The motif of the tension between the subject and the world is also evident in the author's second collection, Reál, whose title hints at the gap between reality and fiction. As in his debut, the poet again combines an engaged poetic position with spiritual insight, the latter acting as contrast and antithesis to the modern world, which appears to the reader an apocalyptically hostile and inhospitable environment. Step by step, the collection becomes a conceptual poetic battlefield with strong agitational overtones that answer the state of the world with a critique of global capitalism and its social problems. Considering his past work, in Real Škrob speaks more directly through the realm of spoken-word and performative poetry, his poems acting as loud oaths that expose some of the essential issues and global pains of the world, using a mix of reality and fiction with suggestive details bordering on magical realism. The latter form the basis for a new reality, which exposes a conceptually interconnected and layered world, an attempt at generational confession, but also a poetic, spiritual and social manifesto, which instead of escaping from the world shows an engaged moment of changing its form and problematic practices, presenting the struggle against a dystopian new reality, catastrophic visions of the future and the spiritual rebirth of man and his habitat.
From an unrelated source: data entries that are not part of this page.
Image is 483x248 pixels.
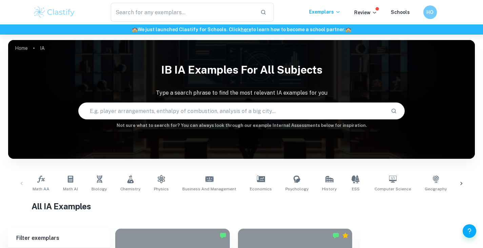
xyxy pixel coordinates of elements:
h6: We just launched Clastify for Schools. Click to learn how to become a school partner. [1,26,481,33]
span: Business and Management [182,186,236,192]
span: Biology [91,186,107,192]
span: Computer Science [374,186,411,192]
button: Search [388,105,399,116]
a: here [240,27,251,32]
h6: HO [426,8,433,16]
div: Premium [342,232,348,238]
span: Math AI [63,186,78,192]
button: Help and Feedback [462,224,476,237]
p: Review [354,9,377,16]
input: E.g. player arrangements, enthalpy of combustion, analysis of a big city... [79,101,385,120]
span: 🏫 [132,27,137,32]
span: Physics [154,186,169,192]
span: Geography [424,186,446,192]
span: History [322,186,336,192]
img: Clastify logo [33,5,76,19]
span: 🏫 [345,27,351,32]
p: Type a search phrase to find the most relevant IA examples for you [8,89,474,97]
h1: IB IA examples for all subjects [8,59,474,81]
h1: All IA Examples [31,200,451,212]
span: Psychology [285,186,308,192]
h6: Filter exemplars [8,228,110,247]
button: HO [423,5,436,19]
input: Search for any exemplars... [111,3,255,22]
p: Exemplars [309,8,340,16]
a: Schools [390,9,409,15]
p: IA [40,44,45,52]
span: ESS [351,186,359,192]
h6: Not sure what to search for? You can always look through our example Internal Assessments below f... [8,122,474,129]
span: Chemistry [120,186,140,192]
span: Economics [250,186,272,192]
a: Home [15,43,28,53]
img: Marked [219,232,226,238]
img: Marked [332,232,339,238]
span: Math AA [33,186,49,192]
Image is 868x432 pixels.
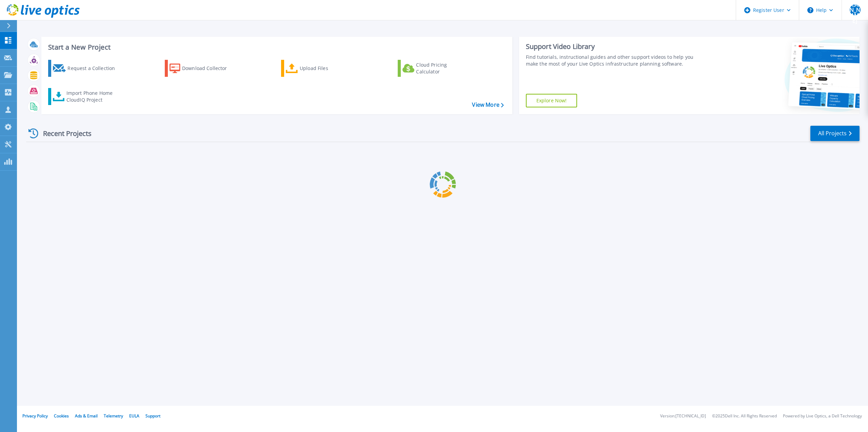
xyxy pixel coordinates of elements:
div: Support Video Library [526,42,702,51]
div: Cloud Pricing Calculator [417,62,471,75]
li: Version: [TECHNICAL_ID] [661,414,706,418]
a: Ads & Email [75,413,97,419]
a: Upload Files [282,60,357,77]
a: Request a Collection [48,60,124,77]
a: All Projects [811,126,860,141]
a: Download Collector [165,60,241,77]
div: Find tutorials, instructional guides and other support videos to help you make the most of your L... [526,53,702,68]
li: © 2025 Dell Inc. All Rights Reserved [712,414,777,418]
a: Cookies [54,413,69,419]
li: Powered by Live Optics, a Dell Technology [783,414,862,418]
a: EULA [129,413,139,419]
a: Support [146,413,161,419]
div: Download Collector [182,62,237,75]
a: Telemetry [104,413,123,419]
div: Import Phone Home CloudIQ Project [67,89,119,103]
div: Recent Projects [26,125,101,142]
a: Cloud Pricing Calculator [398,60,473,77]
div: Upload Files [300,62,354,75]
a: View More [472,102,504,108]
a: Privacy Policy [22,413,47,419]
a: Explore Now! [526,93,577,108]
div: Request a Collection [67,62,122,75]
h3: Start a New Project [48,43,504,51]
The enthrallment with the outside world and a delicate balancing of personal and global equilibrium also continues in the author's recently published third collection of poems Země slunce, which goes a step further in bringing a vision of a “world after the world”. In twenty-eight intertwined, mostly longer poems, Škrob abandons the hitherto recognizable urban environment, bringing anxiety over the environmental crisis even more decisively to the fore, with view toward changing the system and its controls. In doing so, the author immerses his reader in partly fantastic, partly familiar, realistic poetic landscapes with blurred boundaries, anxious dreams or virtual digital reality, while offering prophetic visions of the world at the end of its power, a world which will fail unless humanity changes the system. Nature receives anthropomorphic features and reclaims what was taken from her. Life continues even after the imminent extinction of the human species, featured as one of the members of the devastated landscape of poetic reality and visions of our common future. However, Škrob also suggests a path towards the future, based on love for the Earth and the chains of relationships forged within the community. Individuals of the collective, members of the community have archetypic characteristics, and by exchanging data and relationships, a symbolic system is being built that could be compared to the Cyberpunk universe or a dystopian world of tomorrow. At the same time, reference points and identification with the main characters, which intertextually remind us of heroes from video games, film and popular culture, partially indicate a possible solution. It is based on rebuilding the world and finding alternatives to the current system of life, with the idea of the possibility of constructing a significantly different world while transforming dystopian visions into possible alterations of ourselves and people around us through battle.

Jan Škrob is one of the most expressive and recognizable Czech poets of the younger generation. His distinct style is extremely appealing to critics and readers, bringing forth a strong ethical and semantic dimension alongside its aesthetic value.